Generally, the less data throughput, the less CPU BFD will use - so if you follow the
memory reduction tips, you will find this reduces BFD’s CPU load as well, as most of the
CPU load comes from operations related to the disk streaming, or from the operating
system being forced to use virtual memory (which requires swapping large chunks of
RAM to disk). Additionally, the following guidelines can reduce CPU usage:

• Set ambient microphone Width to normal, and distance to 0 - these DSP operations

take extra processing.

• In the Options Panel, disable any graphics animations you can live without.
• BFD’s samples are 44.1kHz – running BFD at any other sample rate will require

realtime resampling of the audio. When you consider that BFD streams 11 channels
of audio for every voice, you’ll appreciate that this can cause massive CPU strain. If
you can run your host at 44.1kHz, then no realtime resampling is required.

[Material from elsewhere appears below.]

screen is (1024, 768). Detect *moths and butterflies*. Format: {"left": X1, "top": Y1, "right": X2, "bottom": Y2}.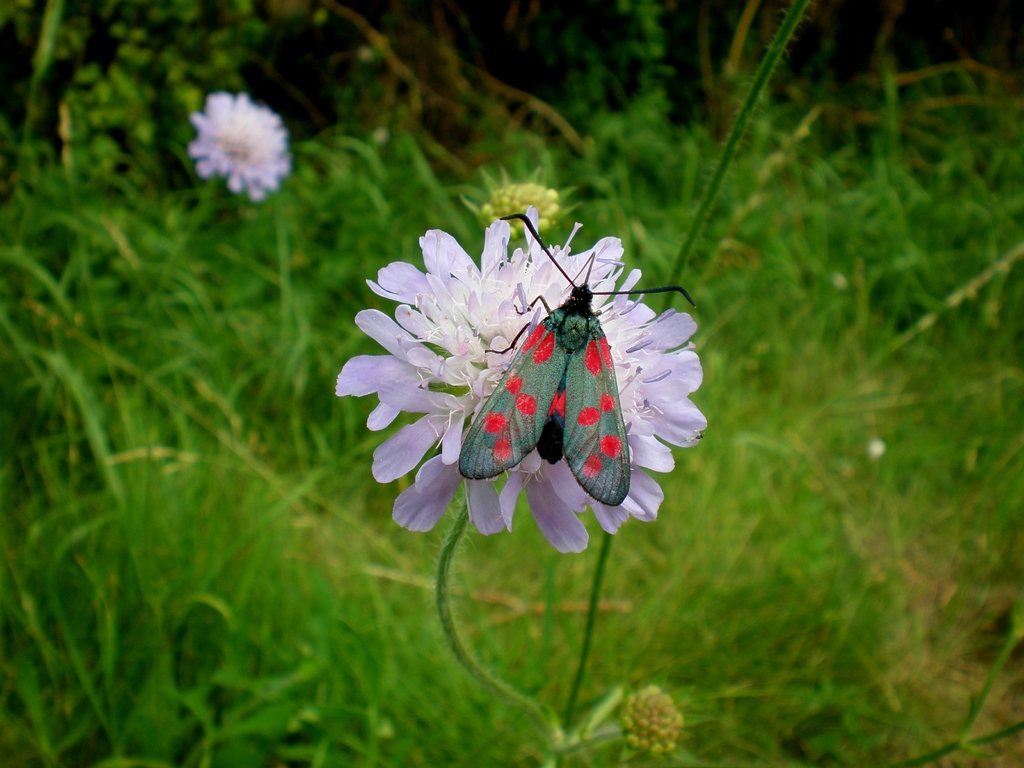
{"left": 459, "top": 212, "right": 694, "bottom": 506}.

• Likewise, using the tuning controls for each Kit-Piece eats more CPU.
• Close the editor window if you don’t need it.
• Make your host precessing buffer size as big as your requirements can allow. If you

don’t need super-small latency because you are composing in a looping or offline
manner, BFD will appreciate the extra time to process the hundreds of audio channels
it is synthesizing.

• (Mac) Make sure your hard drive with the BFD Data does not have File Journalling

turned on.

• I have a pre-G5 Mac. Do you have any tips for optimizing OSX on my machine for

use with BFD?

• Have a simple picture as the desktop background, or none at all (saves RAM).
• Make sure Energy Saver is on maximum (turn furthest away from Automatic).
• Turn off hard drive Hibernation.
• Turn off File Vault.
• Turn off Fast User Switching.
• Use the scale effect instead of Genie on the dock - it’s less CPU-intensive.
• Remove iCal if you dont need it as it runs as a background process.
• Turn off Automatic Updates for OSX and things like QuickTime. These all take CPU

cycles.

• Use Norton Speedisk. Macs are like all computers and need defragmenting for best

disk performance.

• Make sure you’re not running any journalled disks..... Although journalling

performance has gotten better it still slows things down in audio applications where
lots of writes take place. In Panther, this is on by default – select each hard drive in
the Disk Utility and press Apple-J to turn off journalling.

• Use something like Shadow Killer to turn of some of OSX’s graphical effects. This

helps free up those valuable CPU cycles.